Flavor Tweaks For Different Bone Broth Styles
Light Chicken Bone Broth
Use mostly chicken carcasses, necks and wings with feet added if you want more body. Skip tomato paste and keep vegetables simple. This gives a pale golden broth that tastes clean and gentle, ideal for sipping with a pinch of salt and lemon.
Roasted Beef Bone Broth
Combine beef marrow bones, knuckles and some meaty shanks. Roast bones and onions until well browned, then add a spoon of tomato paste before simmering. The result is dark and rich, useful for ramen, stews and pan sauces.
Mixed Leftover Bone Broth
Many home cooks save bones from roast chicken, turkey and beef roasts in the freezer. When the bag fills, they simmer everything together with the same method.

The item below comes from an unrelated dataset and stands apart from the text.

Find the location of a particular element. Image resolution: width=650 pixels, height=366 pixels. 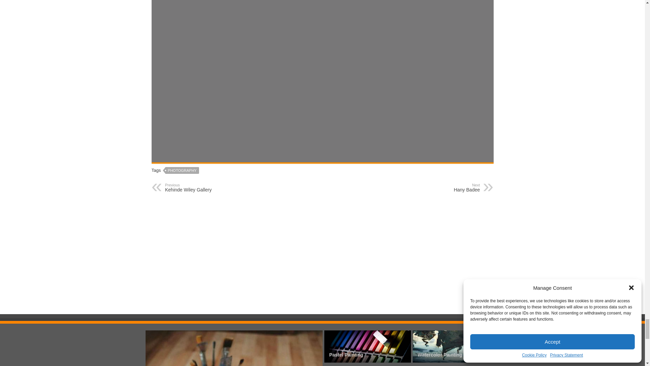

PHOTOGRAPHY is located at coordinates (182, 170).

A mixed batch of bone broth like this changes slightly each time but always tastes savory and handy in recipes.
How Much Nutrition Is In Bone Broth
Bone broth is mainly water with modest protein, minerals and a little fat. Values shift with bones, simmer time and concentration. Data from USDA based tables for beef broth suggest that a cup of prepared broth often carries around five grams of protein plus varying amounts of calcium and sodium. For closer tracking you can look up foods in USDA FoodData Central and match a similar style of broth or stock.
Storing, Freezing And Reheating Bone Broth
Once chilled and de fatted to your taste, divide broth into containers that match how you cook. Some people like one cup glass jars for sipping portions, while others freeze larger tubs for soup nights or pour broth into silicone muffin trays and ice cube trays. In the fridge, keep broth in the coldest part and use within several days. When reheating, bring broth to a full boil for at least one minute. For freezing, leave space at the top of containers since liquid expands, and label each batch with the type of bones and date.
Ways To Use Bone Broth Every Week
Once you have jars of broth on hand, it fits into many meals. Sip a warm mug with a pinch of sea salt, fresh herbs and a squeeze of citrus. Use it in place of water when cooking rice, quinoa or barley for extra flavor, or as a gentle base for noodle soups, vegetable soups and slow cooker dishes.
Troubleshooting Common Bone Broth Problems
Broth Looks Cloudy
Cloudy broth still tastes fine, so this issue is mostly about looks. Cloudiness often comes from boiling too hard, stirring during simmering or not skimming early foam. For a clearer result next time, keep the simmer low, skim early and avoid stirring once the pot settles.
Broth Tastes Flat Or Weak
Flat flavor usually means too few bones for the amount of water, or a simmer time that was too short. You can fix a mild batch by returning it to the pot and reducing it by a third, then salting at the end. Next time, load more joints and connective tissue or simmer an extra hour or two.
Quick Reference Ratios For Homemade Bone Broth
Once you prepare a few batches, you may want a fast cheat sheet you can glance at before loading the pot. These simple ratios keep the process repeatable while leaving room for personal taste.
| Batch Size | Bones | Approximate Simmer Time |
|---|---|---|
| 3 liters broth | 1.5 kg poultry bones | 6 to 8 hours |
| 3 liters broth | 2 kg mixed beef bones | 10 to 12 hours |
| 4 liters broth | 2.5 kg poultry and beef mix | 8 to 10 hours |
| 2 liters broth | 1 kg poultry bones | 4 to 6 hours |
| Stock pot nearly full | Bones to two thirds of pot | At least 6 hours |
| Slow cooker batch | Bones to half of insert | 8 to 12 hours on low |
| Pressure cooker batch | Bones to half of max line | 1.5 to 2 hours at pressure |
A simple pot of bone broth turns what many people treat as scraps into a steady supply of flavor for your kitchen. With a reliable ratio of bones to water, careful simmering and a little attention to safe cooling, you can keep jars of golden stock on hand without much daily effort.